What is hardness. What is it made from? Why do they express it as CaCO3? Why do they express it as ppm.

The simple answer is that hard water comprises a mixture of calcium and magnesium, together with bicarbonate, sulphate, chloride, etc. When its hardness is expressed as mg/l as CaCO3, it’s calculated as if all the calcium and magnesium were present only as calcium carbonate.

If more detailed explanation is needed:

Ca – is calcium, C carbon and O oxygen. CO3 means 3 atoms of oxygen are combined with 1 atom of carbon to form carbonate. Carbonate is an acid radical (or anion) – it is negatively charged, so for stability, it has to be associated with a positively charged ion (or cation) like hydrogen (to form carbonic acid) or a metal such as calcium, magnesium, sodium, potassium, etc.

So CaCO3 is calcium carbonate. Limestone and chalk are essentially calcium carbonate – so is limescale in its simplest form. It is virtually insoluble and it forms as limescale when the bicarbonate (temporary hardness), which is soluble, decomposes to carbonate.

A hard water with 300 mg/l as CaCO3 would (in theory) precipitate 300 milligrams of calcium carbonate (CaCO3) per litre of hard water if all of the hardness precipitated.

In reality, the hardness is not entirely due to calcium – magnesium is usually present to some extent and other multivalent cations. When the hardness is expressed as CaCO3, it is calculated as if the magnesium, etc. were there as calcium. Also bicarbonate is not the only anion present, there will be chloride, sulphate and nitrate to some extent (permanent hardness). But the expression of hardness assumes its all there as carbonate.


- [Assigned task]
Transcribe the data below in full, exactly.

*** Data to use Section Begins ***

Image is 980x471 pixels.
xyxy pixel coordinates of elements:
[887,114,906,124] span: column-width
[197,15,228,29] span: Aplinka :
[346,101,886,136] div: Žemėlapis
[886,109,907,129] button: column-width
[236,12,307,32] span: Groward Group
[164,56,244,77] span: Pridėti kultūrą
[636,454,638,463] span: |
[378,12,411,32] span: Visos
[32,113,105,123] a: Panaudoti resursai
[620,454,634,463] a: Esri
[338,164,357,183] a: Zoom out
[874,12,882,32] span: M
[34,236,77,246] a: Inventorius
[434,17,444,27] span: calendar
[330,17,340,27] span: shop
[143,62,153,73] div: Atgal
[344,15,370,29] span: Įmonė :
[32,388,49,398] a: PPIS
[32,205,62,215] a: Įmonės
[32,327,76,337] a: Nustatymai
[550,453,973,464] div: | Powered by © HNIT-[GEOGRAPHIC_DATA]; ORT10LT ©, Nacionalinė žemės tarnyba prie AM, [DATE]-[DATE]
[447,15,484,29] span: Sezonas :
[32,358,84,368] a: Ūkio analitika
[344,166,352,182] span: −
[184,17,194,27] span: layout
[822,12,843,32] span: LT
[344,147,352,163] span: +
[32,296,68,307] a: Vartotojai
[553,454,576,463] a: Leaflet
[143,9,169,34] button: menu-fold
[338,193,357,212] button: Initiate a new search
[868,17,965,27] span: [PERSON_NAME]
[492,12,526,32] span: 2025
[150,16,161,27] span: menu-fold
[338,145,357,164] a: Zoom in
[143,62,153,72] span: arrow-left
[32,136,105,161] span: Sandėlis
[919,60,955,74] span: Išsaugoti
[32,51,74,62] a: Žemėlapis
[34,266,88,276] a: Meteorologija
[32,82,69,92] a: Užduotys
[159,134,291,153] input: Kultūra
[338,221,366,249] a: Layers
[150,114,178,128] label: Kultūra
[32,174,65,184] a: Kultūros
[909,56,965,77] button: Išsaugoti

*** Data to use Section Ends ***

- [Answer space]
Image is 980x471 pixels.
xyxy pixel coordinates of elements:
[887,114,906,124] span: column-width
[197,15,228,29] span: Aplinka :
[346,101,886,136] div: Žemėlapis
[886,109,907,129] button: column-width
[236,12,307,32] span: Groward Group
[164,56,244,77] span: Pridėti kultūrą
[636,454,638,463] span: |
[378,12,411,32] span: Visos
[32,113,105,123] a: Panaudoti resursai
[620,454,634,463] a: Esri
[338,164,357,183] a: Zoom out
[874,12,882,32] span: M
[34,236,77,246] a: Inventorius
[434,17,444,27] span: calendar
[330,17,340,27] span: shop
[143,62,153,73] div: Atgal
[344,15,370,29] span: Įmonė :
[32,388,49,398] a: PPIS
[32,205,62,215] a: Įmonės
[32,327,76,337] a: Nustatymai
[550,453,973,464] div: | Powered by © HNIT-[GEOGRAPHIC_DATA]; ORT10LT ©, Nacionalinė žemės tarnyba prie AM, [DATE]-[DATE]
[447,15,484,29] span: Sezonas :
[32,358,84,368] a: Ūkio analitika
[344,166,352,182] span: −
[184,17,194,27] span: layout
[822,12,843,32] span: LT
[344,147,352,163] span: +
[32,296,68,307] a: Vartotojai
[553,454,576,463] a: Leaflet
[143,9,169,34] button: menu-fold
[338,193,357,212] button: Initiate a new search
[868,17,965,27] span: [PERSON_NAME]
[492,12,526,32] span: 2025
[150,16,161,27] span: menu-fold
[338,145,357,164] a: Zoom in
[143,62,153,72] span: arrow-left
[32,136,105,161] span: Sandėlis
[919,60,955,74] span: Išsaugoti
[32,51,74,62] a: Žemėlapis
[34,266,88,276] a: Meteorologija
[32,82,69,92] a: Užduotys
[159,134,291,153] input: Kultūra
[338,221,366,249] a: Layers
[150,114,178,128] label: Kultūra
[32,174,65,184] a: Kultūros
[909,56,965,77] button: Išsaugoti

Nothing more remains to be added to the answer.